Suddenly, the dream changed and I was not at work but on a ranch.  The surrounding countryside was similar to the work environment where I previously was, with rolling hills and large trees.  The house was ranch style, very long and painted a pale yellow.  I was with the mother of a group of pups.  It was a litter of four and I was laying down with a ner and three of the puppies.  One in particular had captured my interest.  It was white with black spots like it’s mother.  I was playing with it on the ground, tapping it’s nose while it tried to bite my finger.  Another puppy laying to the right of it looked very similar, white with black spots, and blue eyes.  It wasn’t nearly as animated so I wasn’t putting too much focus on it.  There was another puppy between the two that was light gray with black patches and green eyes.  I associated this puppy with the father who was also gray with green eyes.  The quiet white and black puppy nudged up to it’s mother to get some milk.  I looked over to a nearby ravine between two hills where there were very small lilac looking flowering plants coming up from the ground.  I guess that would indicate that it was spring which it did look to be.  I picked up the puppy and started walking with it and as I looked over again, one of the plants suddenly grew about 5 feet and exhibited rows of lavender blossoms on long thin branches that bent over from their weight.  I made some sort of connection between the plant’s sudden growth and the puppy I was holding.

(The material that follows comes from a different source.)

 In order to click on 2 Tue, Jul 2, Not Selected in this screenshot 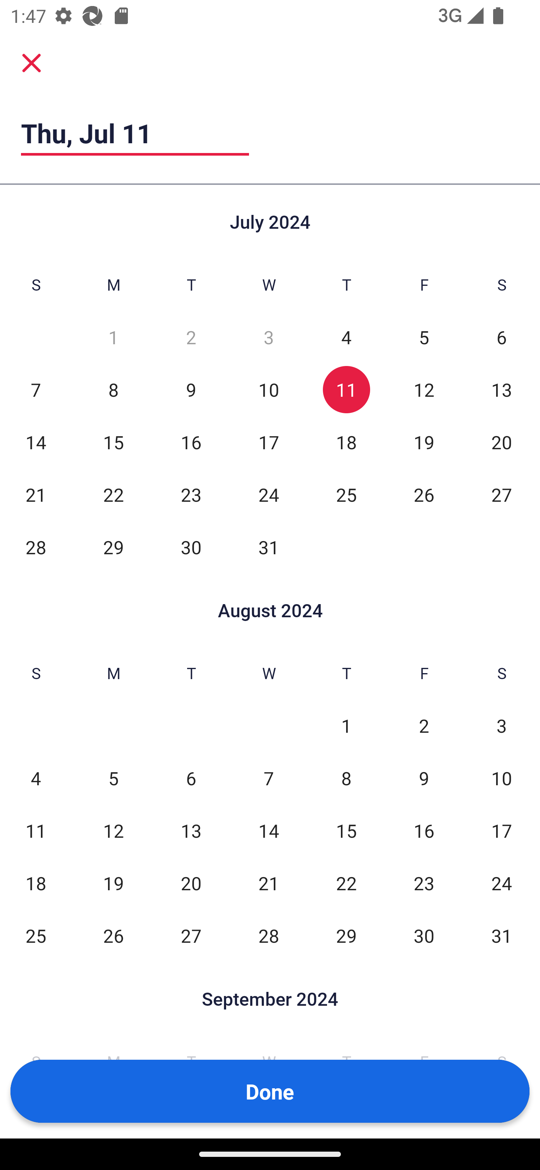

Then, out of nowhere, over the hill to my right came charging this large beast.  It was the colour of a reddish cow and had the body of a large steer, but the face had been twisted and controrted in a menacing way with larger than normal jowels and huge exposed teeth.  It charged thru the ravine and up the other side to where a large yellow labrador male was barking at it.  There was also a small herd of cattle there and a couple farmers.  I was particularly worried about the lab because I apparently had an affinity for it.  I put the puppy down an ran to the house, in thru the back and door and cut a left down the hallway shouting for Ed to get his gun.  In my awareness, Ed was Mark’s father.  In fact, they were both named Edward Marcus but the father went by Ed and the son went by Mark.  As I reached Ed’s room, he was laying in bed, but he was on the phone.  He had a door to the back in his room and I wanted to access the state of things quickly while letting him finish his phone call.  I opened the door and looked out on the hill.  I saw a large ring of frightened animals.  In the center, at the apex of the hill was the beast.  It turned toward the house and ran at it.  I came all the way down the hill and charged thru the yard and as it approached this cutaway in the side of the house, it vanished.  Out of the cutaway came this docile yellowish calf, with a sort of startled, just awakened gate.  When I looked back out to the knoll, I saw a man with a double barreled shotgun point, and shoot at something in front of him.  I turned to see what Ed was doing.  Now, he was fully dressed and was holding this strange yellowish calf like head that had a spine still attached too it, both covered with it’s original hide and fur.  He said that he’d gone out earlier that day done a curse unravelling by the creek.  He showed me the back of his door.  He said he’d hung the head of something there, and sometime between then and now, someone had come in a taken the head.  I looked down at the floor just in front of the doorway and there was an image of a bear that had been drizzled in outline with some sort of syruppy substance in two colours, dark and light brown.

In the background of my mind, there was a song playing.  It was a call and response type of harmony with a woman singing in an angelic voice, responded to my a choir.  She was singing, “In want of his leg, he’ll be laying on his side.”  The chord progression was a 1/5/6/4 in A.  The melody was a – b – a – b – b – c# – a — e – a – g# – a – d.